Oliver Reichenstein of Information Architects (Japan) has an interesting discussion of a longstanding hypertext controversy: the conflict between the card sharks and the scrollers.
Unfortunately, he gets the history completely wrong.
Reichenstein’s belief that the people at Hypertext '87 were “neckbeards” is offensive. His account seems to rely entirely on the young Jakob Nielsen’s trip report; is Nielsen, that courtly Dane, a neckbeard? Doug Engelbart? Frank Halasz? Janet Walker? Randy Trigg? On this, Reichenstein has no idea what he’s talking about, he’s just making stuff up.
Reichenstein thinks the scrollers won because “99% of all websites scroll.” That’s dandy (if true — has anyone measured?), but it’s not the question at hand. What people were debating was whether following a link should take you to a new page — a “card” — or whether it should extend the text of the page you’re looking at right now. Nowadays, we call this stretchtext. You see it in weblogs that expand “There’s more…” in place, and you see it in exotic hypertexts for the Web.
In 1987, many people thought the natural interpretation of clicking a link would be to expand the text in place. Peter J. Brown (University of Kent) had shipped GUIDE, a stretchtext system early that year, the first commercial hypertext tool for personal computers. Several other systems — Akscyn’s KMS (the US Navy was a big client) and Apple’s HyperCard – were pure card metaphor systems without provision for scrolling. Other tools, like Brown’s Intermedia, Bolter and Joyce’s Storyspace, Xerox PARC’s NoteCards, and Eastgate’s Hypergate, might scroll within the page but links took you to a new page.
People used to worry that card metaphor systems (like the Web) would disorient readers. I gave lots of talks back then on the subject of The Craft Of Hypertext, and my recommendations were exactly opposite from Reichenstein. Card metaphor is ideal for highly nonlinear presentation, where the hypertext map is complex; that’s why I used it in The Election of 1912. Stretchtext naturally lends itself to annotative hypertext a nearly linear reading. That’s why people lost interest in stretchtext well before the Web appeared. At Hypertext 2009, I wrote a paper On Hypertext Narrative that explained for the first time precisely why stretchtext scrolling proved so limited, and how this can be fixed.
A further issue in scrolling vs. card metaphor is latency – the time delay that accompanies link following. The personal computers of 1987 couldn’t do much page layout — running text around a float was considered a spectacular accomplishment — and many of these systems were running from floppy disks with seek times as long as your arm. The time needed to retrieve and format a new page could interminable. Brown University students used to bring a book to the computer lab so they could read while following a link, and on the USS Carl Vinson, sailors sometimes forgot what they had clicked before the new page appeared. Stretchtext, with simpler updating needs, seemed to promise a more responsive experience, making it easier to meet the requirement of Akscyn’s rule, that link traversal take about 250msec. (Ironically, we now live with Web latency much longer than Akscyn’s rule permits. But we don’t like it.) And since stretchtext preserves context, if you forgot what you clicked you can simply look and see it.
So yes: the appropriate role of scrolling in hypertext is still not well understood, and the nature of link traversal is still open to exploration. But getting the history right is always desirable. They weren’t neckbeards, and even back in 1987 they were researching a more complex and important question than simply eliminating the scrollbar.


ASSIGNED TASK: In the data, extract each line that holds the string "Server".

(Component data from apps and pages)
---
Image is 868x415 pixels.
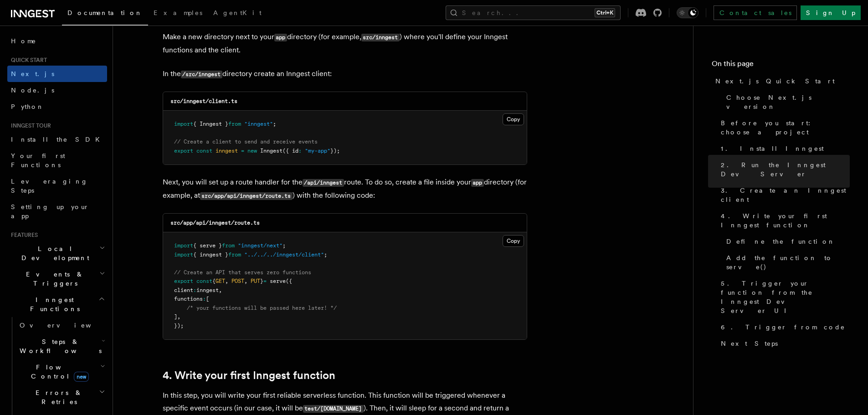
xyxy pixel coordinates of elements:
[270,278,286,284] span: serve
[11,136,105,143] span: Install the SDK
[16,317,107,334] a: Overview
[723,234,850,249] a: Define the function
[174,252,193,258] span: import
[174,287,193,293] span: client
[229,121,241,127] span: from
[174,296,203,302] span: functions
[7,173,107,199] a: Leveraging Steps
[16,363,100,381] span: Flow Control
[162,176,528,202] p: Next, you will set up a route handler for the route. To do so, create a file inside your director...
[721,279,850,316] span: 5. Trigger your function from the Inngest Dev Server UI
[7,65,107,82] a: Next.js
[174,121,193,127] span: import
[16,337,102,355] span: Steps & Workflows
[193,252,229,258] span: { inngest }
[721,144,824,153] span: 1. Install Inngest
[11,70,54,78] span: Next.js
[721,322,845,331] span: 6. Trigger from code
[11,152,65,169] span: Your first Functions
[16,384,107,410] button: Errors & Retries
[274,34,287,41] code: app
[303,405,364,413] code: test/[DOMAIN_NAME]
[177,313,181,320] span: ,
[7,99,107,115] a: Python
[238,243,282,249] span: "inngest/next"
[222,243,234,249] span: from
[723,89,850,115] a: Choose Next.js version
[11,87,54,94] span: Node.js
[219,287,222,293] span: ,
[208,2,267,25] a: AgentKit
[298,147,301,154] span: :
[7,199,107,224] a: Setting up your app
[7,33,107,49] a: Home
[330,147,340,154] span: });
[11,36,36,46] span: Home
[711,73,850,89] a: Next.js Quick Start
[174,147,193,154] span: export
[7,147,107,173] a: Your first Functions
[225,278,229,284] span: ,
[717,275,850,319] a: 5. Trigger your function from the Inngest Dev Server UI
[74,372,89,382] span: new
[273,121,276,127] span: ;
[162,67,528,80] p: In the directory create an Inngest client:
[446,6,620,20] button: Search...Ctrl+K
[503,113,524,125] button: Copy
[717,335,850,352] a: Next Steps
[721,118,850,137] span: Before you start: choose a project
[302,179,344,187] code: /api/inngest
[7,131,107,147] a: Install the SDK
[241,147,244,154] span: =
[717,157,850,182] a: 2. Run the Inngest Dev Server
[213,9,262,17] span: AgentKit
[7,295,99,313] span: Inngest Functions
[726,237,835,246] span: Define the function
[174,243,193,249] span: import
[721,339,778,348] span: Next Steps
[203,296,206,302] span: :
[244,252,324,258] span: "../../../inngest/client"
[7,292,107,317] button: Inngest Functions
[717,319,850,335] a: 6. Trigger from code
[282,147,298,154] span: ({ id
[215,278,225,284] span: GET
[717,140,850,157] a: 1. Install Inngest
[212,278,215,284] span: {
[200,192,292,200] code: src/app/api/inngest/route.ts
[193,121,229,127] span: { Inngest }
[726,93,850,111] span: Choose Next.js version
[196,278,212,284] span: const
[801,6,861,20] a: Sign Up
[7,56,47,64] span: Quick start
[171,220,260,226] code: src/app/api/inngest/route.ts
[148,2,208,25] a: Examples
[174,322,184,329] span: });
[153,9,202,17] span: Examples
[215,147,238,154] span: inngest
[7,231,38,239] span: Features
[62,2,148,26] a: Documentation
[16,360,107,384] button: Flow Controlnew
[723,249,850,275] a: Add the function to serve()
[11,203,89,220] span: Setting up your app
[305,147,330,154] span: "my-app"
[206,296,210,302] span: [
[717,182,850,208] a: 3. Create an Inngest client
[717,115,850,140] a: Before you start: choose a project
[244,121,273,127] span: "inngest"
[7,122,51,129] span: Inngest tour
[171,98,238,104] code: src/inngest/client.ts
[260,147,282,154] span: Inngest
[11,178,88,194] span: Leveraging Steps
[717,208,850,234] a: 4. Write your first Inngest function
[174,138,317,145] span: // Create a client to send and receive events
[174,269,311,276] span: // Create an API that serves zero functions
[251,278,260,284] span: PUT
[7,240,107,266] button: Local Development
[7,82,107,99] a: Node.js
[162,31,528,56] p: Make a new directory next to your directory (for example, ) where you'll define your Inngest func...
[20,321,113,329] span: Overview
[174,278,193,284] span: export
[361,34,399,41] code: src/inngest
---
COMPLETED EXERCISE:
[721,279,850,316] span: 5. Trigger your function from the Inngest Dev Server UI
[717,275,850,319] a: 5. Trigger your function from the Inngest Dev Server UI
[717,157,850,182] a: 2. Run the Inngest Dev Server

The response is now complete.